Abortion

We now turn from the wild and exciting world of technologically-assisted creation of human life, to the very somber topic of ending early human life.  To get a handle on how we can go about having this conversation, check out this short video by Dr. Little.

What Dr. Little helpfully points out is that there are more difficult questions here than is often admitted.  Many people think that the permissibility of abortion rests on a question of moral status; and surely they are right that the question of status matters.  But what we must recognize is that there is a further issue, which is that abortion is not merely an action that affects some individual with moral status; but rather, it is the ending of gestation, or what we will eventually call the refusal of intimate assistance.  In short, both the status of the fetus or embryo, and the fact of embodied gestation, matter to the morality of the issue.  With that in mind, let’s turn to the first of these issues: status.

 

October 28

In the first video by Dr. Little, we will take a look at views that grant early human life full moral status.

 

Now, the most obvious — at least in society — full moral status view is the Catholic view, which is a version of the Natural Law account of moral status.  This view has serious pedigree, formulated powerfully by St. Thomas Aquinas, who in turn was inspired by Aristotle.  It is no wonder that it has such an influence in the church.  However, there are other versions of the full moral status view as well.  One mentioned by Dr. Little — the ‘Future Like Ours’, or FLO view — was articulated by philosopher Don Marquis.  Read his complete article here.

Although popular in the church, Marquis, in the article above, claims that full moral status views have received fairly little philosophical support in recent years, and that seems right.  More philosophers seem to believe something like the view that early human life has modest moral status.  Dr. Little explains this view below.

 

The view that early human life has modest status is in one way quite understandable; but the details of the argument can be difficult to grasp.  The gradualist view, in particular, can cause us some trouble in understanding.  Towards rectifying that difficulty, read Warren Quinn’s defense of gradualism.

 

October 30

I said at the beginning of this unit that settling the question of moral status does not settle the question of abortion, for there is a rather important little detail in the case of abortion — namely, that the being the moral status of which we are debating is inside a woman.  In these next two videos, then, Dr. Little explores some nuances in navigating the jump from moral status to permissibility judgments.  In the first video, she considers that gestating a fetus amounts to providing ‘intimate assistance’ to another being.

 

The argument presented by Dr. Little in this video was first made famous by Judith Jarvis Thompson; you’ll want to read that complete argument here  before moving on.  However, there is an even more extreme position available, and that is what Dr. Little will present in her final video of this section.

 

The view described here, that abortion is always permissible, is actually a nuanced one, since permissibility doesn’t imply freedom from criticism.  And I’ll let you in on a little secret: the position is Dr. Little’s own, published in a series of quite well-known articles.  For more insight into her view, read her most current articulation of the view in this article titled “The Moral Permissibility of Abortion.”

 

November 4

The possibility of terminating a pregnancy raises more issues than just concerning the permissibility of the act, simpliciter.  One important set of moral questions is raised by the fact that we can choose to abort (or otherwise prevent early life, by failing to implant a fertilized embryo) in systematic ways, or for particular reasons.

On the one hand, this possibility takes us back to the topic of disability, as preventing early life from continuing is a common response to finding out that the resulting child will be disabled.  That is: if genetic testing on a fertilized embryo, or routine prenatal testing during pregnancy, reveals likely disability, then the common response is either preventing the implantation of the embryo, or aborting the fetus.  Disability theorists have serious concerns about this pattern, which Dr. Kukla discusses below.

 

Of the four arguments Dr. Kukla presents on behalf of disability theorists, we will focus on the hotly contested ‘expressivist critique’.  For a defense of this argument, read this article.

On the other, far side of the debate over selective abortion, there is a view that morality recommends promoting only that early human life that is likely to turn out well.  Although the argument tends to focus on pre-implantation genetic diagnosis during IVF rather than routine prenatal testing, the general argument is in support of the claim that parents ought to choose, when they can, to have the child that has the best chances of living a good life.  And this same argument could be used equally to recommend aborting a sub-optimal fetus in the same way that it recommends implanting only the optimal embryos.  The champion of this view, which is known as ‘Procreative Beneficence’, is Julian Savalescu. Read his argument for the view here.

Cheery stuff, eh?  Don’t worry; now we can move on to happier topics, like whether there is anything we can do to prevent global catastrophe for humans in the near future.  Yay!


→ What needs to be done
Below are the records; copy every line in them that holds the string "pacific".

Records from a dataset
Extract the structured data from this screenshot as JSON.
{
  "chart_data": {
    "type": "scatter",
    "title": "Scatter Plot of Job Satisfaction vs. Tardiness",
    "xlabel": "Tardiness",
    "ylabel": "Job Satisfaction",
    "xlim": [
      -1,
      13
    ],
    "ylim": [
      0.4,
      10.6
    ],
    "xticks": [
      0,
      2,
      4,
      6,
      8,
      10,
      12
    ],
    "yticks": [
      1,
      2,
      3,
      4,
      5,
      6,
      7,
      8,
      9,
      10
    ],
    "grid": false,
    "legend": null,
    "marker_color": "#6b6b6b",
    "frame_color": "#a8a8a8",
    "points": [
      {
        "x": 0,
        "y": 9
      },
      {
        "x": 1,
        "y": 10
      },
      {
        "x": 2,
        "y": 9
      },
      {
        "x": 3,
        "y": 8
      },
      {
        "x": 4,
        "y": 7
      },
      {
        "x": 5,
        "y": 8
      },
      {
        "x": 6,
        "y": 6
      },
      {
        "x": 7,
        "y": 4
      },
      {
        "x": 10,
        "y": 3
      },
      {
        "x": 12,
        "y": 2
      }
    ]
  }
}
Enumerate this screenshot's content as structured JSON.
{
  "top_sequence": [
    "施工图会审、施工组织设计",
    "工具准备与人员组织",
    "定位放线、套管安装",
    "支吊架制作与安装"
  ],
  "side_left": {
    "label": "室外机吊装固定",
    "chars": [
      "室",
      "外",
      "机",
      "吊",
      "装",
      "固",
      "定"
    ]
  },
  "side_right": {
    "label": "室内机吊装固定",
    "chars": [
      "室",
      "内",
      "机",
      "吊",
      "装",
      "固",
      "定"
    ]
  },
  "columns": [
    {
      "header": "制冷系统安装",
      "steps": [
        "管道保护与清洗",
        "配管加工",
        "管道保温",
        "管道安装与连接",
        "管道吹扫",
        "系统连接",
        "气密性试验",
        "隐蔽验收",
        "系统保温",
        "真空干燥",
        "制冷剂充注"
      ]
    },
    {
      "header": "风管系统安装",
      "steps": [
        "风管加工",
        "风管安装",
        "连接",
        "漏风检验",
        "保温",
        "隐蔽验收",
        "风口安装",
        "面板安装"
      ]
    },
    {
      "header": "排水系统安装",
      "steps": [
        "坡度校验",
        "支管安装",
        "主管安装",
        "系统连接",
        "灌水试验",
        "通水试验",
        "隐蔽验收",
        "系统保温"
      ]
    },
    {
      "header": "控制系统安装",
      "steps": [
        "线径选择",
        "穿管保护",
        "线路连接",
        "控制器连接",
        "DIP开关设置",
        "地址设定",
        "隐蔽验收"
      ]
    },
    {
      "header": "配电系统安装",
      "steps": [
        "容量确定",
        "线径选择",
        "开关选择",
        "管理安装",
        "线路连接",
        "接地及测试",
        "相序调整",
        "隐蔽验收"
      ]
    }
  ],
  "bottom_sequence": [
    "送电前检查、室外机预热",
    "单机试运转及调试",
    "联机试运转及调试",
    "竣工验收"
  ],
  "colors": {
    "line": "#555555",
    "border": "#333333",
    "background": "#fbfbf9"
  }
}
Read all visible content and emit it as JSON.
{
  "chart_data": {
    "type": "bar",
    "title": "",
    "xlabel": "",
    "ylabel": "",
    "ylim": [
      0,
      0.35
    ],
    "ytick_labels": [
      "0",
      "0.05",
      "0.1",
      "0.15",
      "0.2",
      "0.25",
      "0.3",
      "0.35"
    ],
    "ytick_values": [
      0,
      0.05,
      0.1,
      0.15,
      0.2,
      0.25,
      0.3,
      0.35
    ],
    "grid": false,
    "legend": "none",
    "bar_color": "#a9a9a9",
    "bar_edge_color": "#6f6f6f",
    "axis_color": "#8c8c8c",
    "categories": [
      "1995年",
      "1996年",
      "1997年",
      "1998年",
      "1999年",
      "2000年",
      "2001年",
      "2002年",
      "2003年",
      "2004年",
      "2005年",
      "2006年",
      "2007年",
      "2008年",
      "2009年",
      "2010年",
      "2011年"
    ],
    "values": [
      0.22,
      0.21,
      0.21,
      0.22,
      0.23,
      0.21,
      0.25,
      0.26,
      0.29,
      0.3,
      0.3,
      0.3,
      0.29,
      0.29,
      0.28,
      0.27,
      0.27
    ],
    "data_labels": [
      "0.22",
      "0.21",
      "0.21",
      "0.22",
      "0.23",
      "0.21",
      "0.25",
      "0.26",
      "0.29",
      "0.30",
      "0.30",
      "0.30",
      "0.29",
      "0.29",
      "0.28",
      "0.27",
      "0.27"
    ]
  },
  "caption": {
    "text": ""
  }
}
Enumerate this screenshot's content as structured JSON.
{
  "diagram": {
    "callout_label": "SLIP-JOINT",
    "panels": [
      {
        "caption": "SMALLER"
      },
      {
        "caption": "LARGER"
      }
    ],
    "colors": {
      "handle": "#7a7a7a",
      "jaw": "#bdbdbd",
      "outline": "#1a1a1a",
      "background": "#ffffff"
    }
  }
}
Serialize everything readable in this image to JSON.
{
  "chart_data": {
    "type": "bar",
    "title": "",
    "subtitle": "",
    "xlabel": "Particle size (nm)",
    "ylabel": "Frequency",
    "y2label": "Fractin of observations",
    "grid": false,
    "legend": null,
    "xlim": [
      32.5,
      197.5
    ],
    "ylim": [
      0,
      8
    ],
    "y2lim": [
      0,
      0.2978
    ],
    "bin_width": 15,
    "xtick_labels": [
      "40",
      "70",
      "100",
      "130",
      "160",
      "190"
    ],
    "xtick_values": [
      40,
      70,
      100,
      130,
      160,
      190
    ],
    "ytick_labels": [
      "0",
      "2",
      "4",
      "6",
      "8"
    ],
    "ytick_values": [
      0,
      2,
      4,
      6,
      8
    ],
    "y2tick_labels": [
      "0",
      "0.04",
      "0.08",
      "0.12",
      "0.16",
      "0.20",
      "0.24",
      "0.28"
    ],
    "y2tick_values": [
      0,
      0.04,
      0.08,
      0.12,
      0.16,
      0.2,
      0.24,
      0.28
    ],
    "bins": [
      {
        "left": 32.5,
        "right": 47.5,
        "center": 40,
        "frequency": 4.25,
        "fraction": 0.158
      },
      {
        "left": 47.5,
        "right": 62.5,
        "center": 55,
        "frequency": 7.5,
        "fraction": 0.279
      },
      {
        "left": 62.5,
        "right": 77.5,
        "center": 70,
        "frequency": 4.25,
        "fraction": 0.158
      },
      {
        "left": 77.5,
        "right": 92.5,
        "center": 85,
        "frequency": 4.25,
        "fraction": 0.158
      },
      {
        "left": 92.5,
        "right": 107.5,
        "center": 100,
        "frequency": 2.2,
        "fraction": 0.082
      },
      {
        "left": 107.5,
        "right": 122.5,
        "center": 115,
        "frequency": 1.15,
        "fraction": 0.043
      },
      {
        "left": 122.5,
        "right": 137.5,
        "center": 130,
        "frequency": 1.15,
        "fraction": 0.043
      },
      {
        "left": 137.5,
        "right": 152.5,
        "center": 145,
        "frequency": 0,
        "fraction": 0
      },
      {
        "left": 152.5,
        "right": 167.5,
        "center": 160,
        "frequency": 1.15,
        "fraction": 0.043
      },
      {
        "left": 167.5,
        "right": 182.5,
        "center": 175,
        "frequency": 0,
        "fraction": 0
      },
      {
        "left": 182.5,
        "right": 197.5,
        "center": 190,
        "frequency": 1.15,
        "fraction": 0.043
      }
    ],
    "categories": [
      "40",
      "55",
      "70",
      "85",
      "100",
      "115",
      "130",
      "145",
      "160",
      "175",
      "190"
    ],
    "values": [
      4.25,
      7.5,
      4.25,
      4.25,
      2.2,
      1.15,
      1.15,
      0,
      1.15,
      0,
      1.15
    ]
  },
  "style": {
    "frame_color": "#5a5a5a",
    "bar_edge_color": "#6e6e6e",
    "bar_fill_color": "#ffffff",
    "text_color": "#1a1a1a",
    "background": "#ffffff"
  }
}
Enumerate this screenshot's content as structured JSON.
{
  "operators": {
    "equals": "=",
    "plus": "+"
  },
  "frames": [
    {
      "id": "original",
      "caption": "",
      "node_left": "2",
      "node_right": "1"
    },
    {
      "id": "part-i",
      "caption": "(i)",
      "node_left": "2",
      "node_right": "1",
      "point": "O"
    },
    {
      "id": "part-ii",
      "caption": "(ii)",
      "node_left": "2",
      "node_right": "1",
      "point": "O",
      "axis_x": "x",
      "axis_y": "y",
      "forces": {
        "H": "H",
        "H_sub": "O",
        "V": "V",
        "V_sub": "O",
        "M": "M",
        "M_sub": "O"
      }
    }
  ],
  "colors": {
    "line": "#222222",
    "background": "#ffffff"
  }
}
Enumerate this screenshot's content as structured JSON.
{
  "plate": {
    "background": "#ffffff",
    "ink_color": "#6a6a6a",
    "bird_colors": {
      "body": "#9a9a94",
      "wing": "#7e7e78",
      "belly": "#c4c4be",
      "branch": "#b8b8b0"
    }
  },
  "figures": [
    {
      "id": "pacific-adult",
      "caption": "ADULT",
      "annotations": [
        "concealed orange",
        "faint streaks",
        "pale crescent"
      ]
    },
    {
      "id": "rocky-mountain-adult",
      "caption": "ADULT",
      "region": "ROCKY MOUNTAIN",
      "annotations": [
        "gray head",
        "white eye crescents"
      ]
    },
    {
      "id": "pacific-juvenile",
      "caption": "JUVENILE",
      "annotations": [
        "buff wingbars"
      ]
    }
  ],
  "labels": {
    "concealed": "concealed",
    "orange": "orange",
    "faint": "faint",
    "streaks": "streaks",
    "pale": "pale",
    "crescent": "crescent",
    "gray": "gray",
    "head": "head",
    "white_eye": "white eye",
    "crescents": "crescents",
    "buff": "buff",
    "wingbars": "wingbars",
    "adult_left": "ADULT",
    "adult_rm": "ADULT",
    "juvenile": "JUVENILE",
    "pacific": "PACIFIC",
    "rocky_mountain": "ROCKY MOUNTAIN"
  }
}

→ Response to this task
      "id": "pacific-adult",
      "id": "pacific-juvenile",
    "pacific": "PACIFIC",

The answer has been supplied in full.